But we need to think bigger. Most cars have to go. People can fight this all they want, but it has to happen. Whoever takes over from Owen Keegan as chief executive of Dublin City Council in September, while the Government drags its heels on local Government reform, should arrive with a huge vision for the city. The first part of that vision needs to be about how people navigate the city centre. That means removing as many cars as possible. Fossil-fuelled SUVs, in particular, should be taxed into oblivion, or just banned outright. This does not mean penalising people who need to drive commercial vehicles for work, electric taxis, or obviously people with mobility issues. It also means a lot of thinking needs to be done around how people on lower incomes aren’t excessively penalised. Multiple new public – and free – transport options have to be provided simultaneously. That is essential.

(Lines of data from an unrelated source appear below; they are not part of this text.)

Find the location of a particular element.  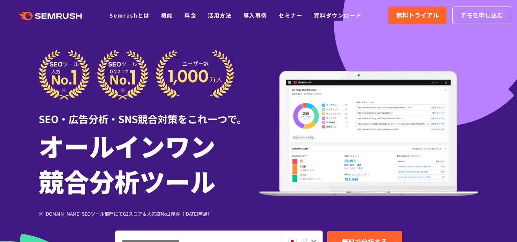

a: 機能 is located at coordinates (167, 15).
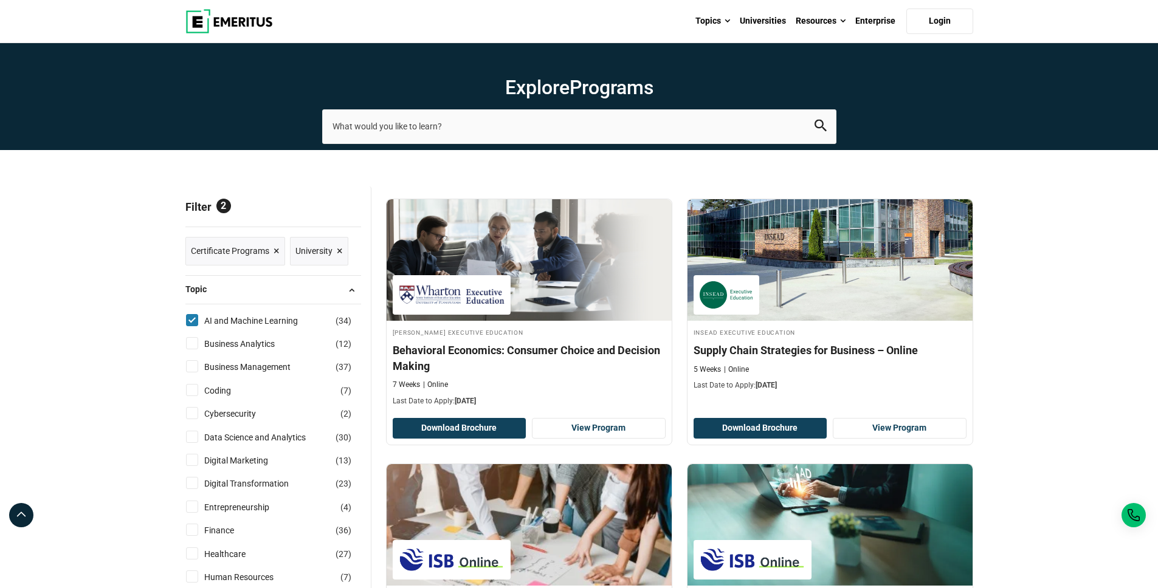 The image size is (1158, 588). Describe the element at coordinates (726, 295) in the screenshot. I see `img: INSEAD Executive Education` at that location.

Multi-story car parks should be removed from the city centre and placed on the outskirts with free electric transport into the city. Most car-parking spaces should also be removed. As car use decreases, we are going to need a car amnesty, where families can swap their car for bikes and scooters. City-centre residents without cars, or who want to get rid of their cars, should be able to avail of a greening package from the council for their driveways and on-street car-parking spaces. We could dramatically increase the amount of green space on city streets in this manner, with benches; beehives; trees; wild gardens; community gardens and allotments; communal barbecuing and picnic areas; and green play areas. Imagine walking out of your house in the morning, in the middle of the city, and being greeted not by dozens of stationary vehicles but by nature.

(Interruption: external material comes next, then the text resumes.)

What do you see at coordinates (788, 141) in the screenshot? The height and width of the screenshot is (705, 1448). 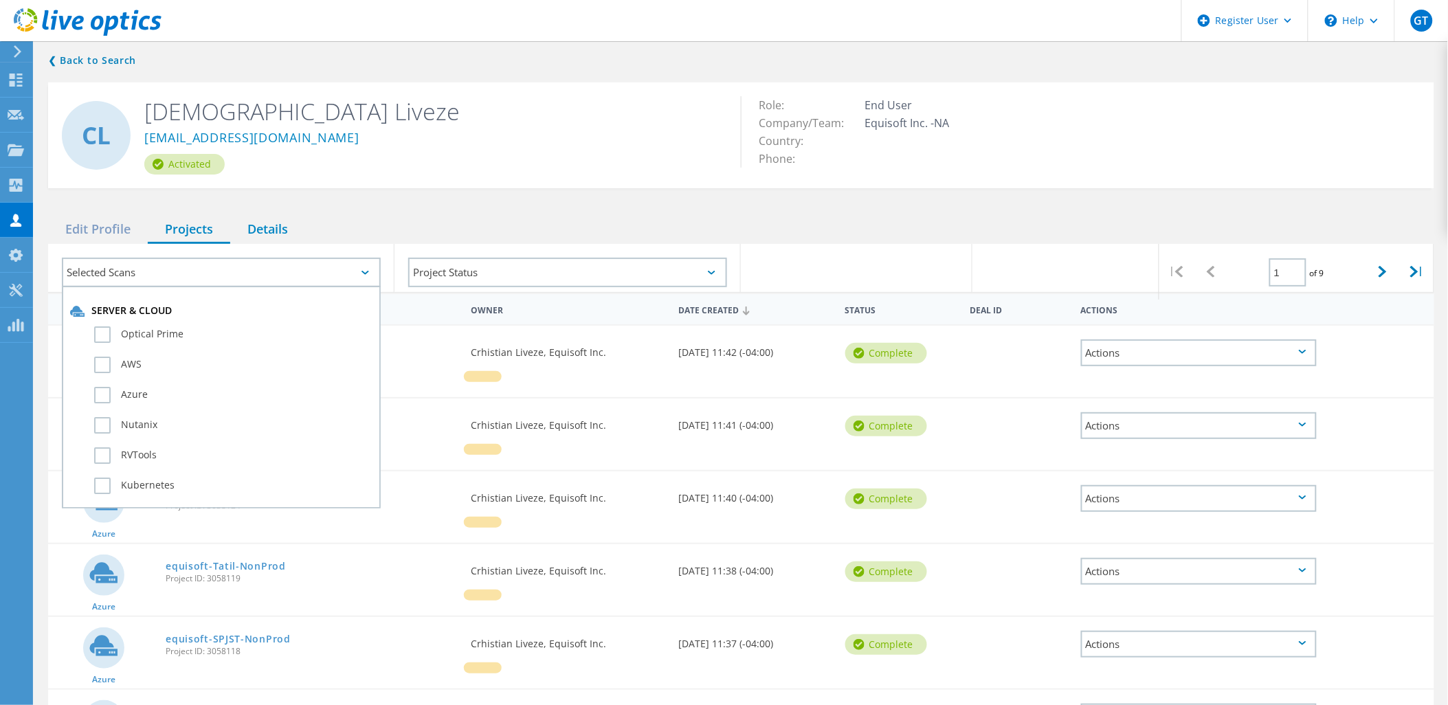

Tree cover goes some way to address pollution. It increases air quality, relieves stress, minimises noise pollution, fosters community and, crucially, it lowers the ground temperature. In July 2021, Robert Burns, then in Dún Laoghaire-Rathdown council, and now in Fingal, tweeted a comparison of surface temperatures on Marine Road in Dún Laoghaire. He referred to two sections of the street, 90 metres apart. One had tree cover, one did not. The section of footpath with tree cover was 20-22 degrees. The path without was 31-32 degrees. Considering heatwaves are going to become more frequent and more intense in Ireland, tree cover everywhere is such a simple solution that everyone – people and animals – benefits from.

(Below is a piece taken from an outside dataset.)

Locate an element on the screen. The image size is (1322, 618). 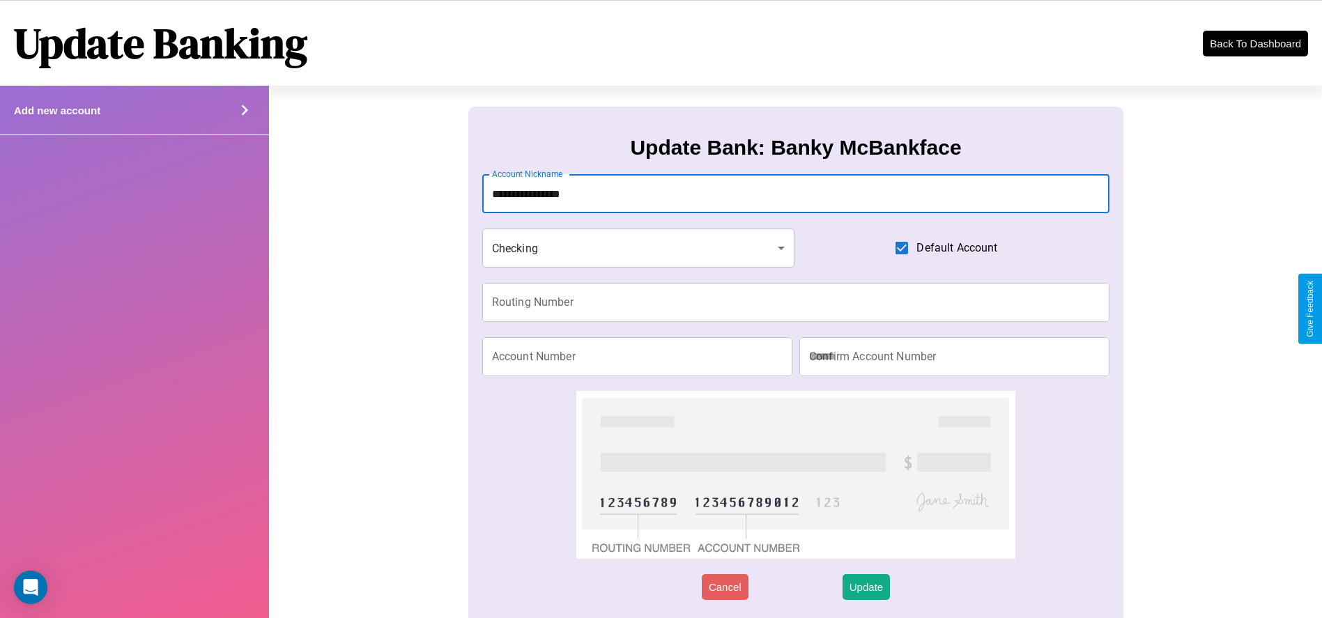
label: Account Nickname is located at coordinates (527, 173).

Cars are parked 95 per cent of the time. They clutter streets, paths and roads. Get rid of them. The bad faith, hairsplitting arguments and selfish hysteria of middle-class drivers in particular carries no weight in a climate emergency. Of course, there should be exceptions for those who genuinely need their cars on the road. Positive change needs to be logical change. But if you want to keep your car in the city centre out of personal convenience, that simply does not, should not and cannot override public health, or Ireland’s embarrassing languishing on emissions targets. We need to skip the phoney, predictable, cynical “debates”, radio phone-in outrage and populist “push back”, and just do it.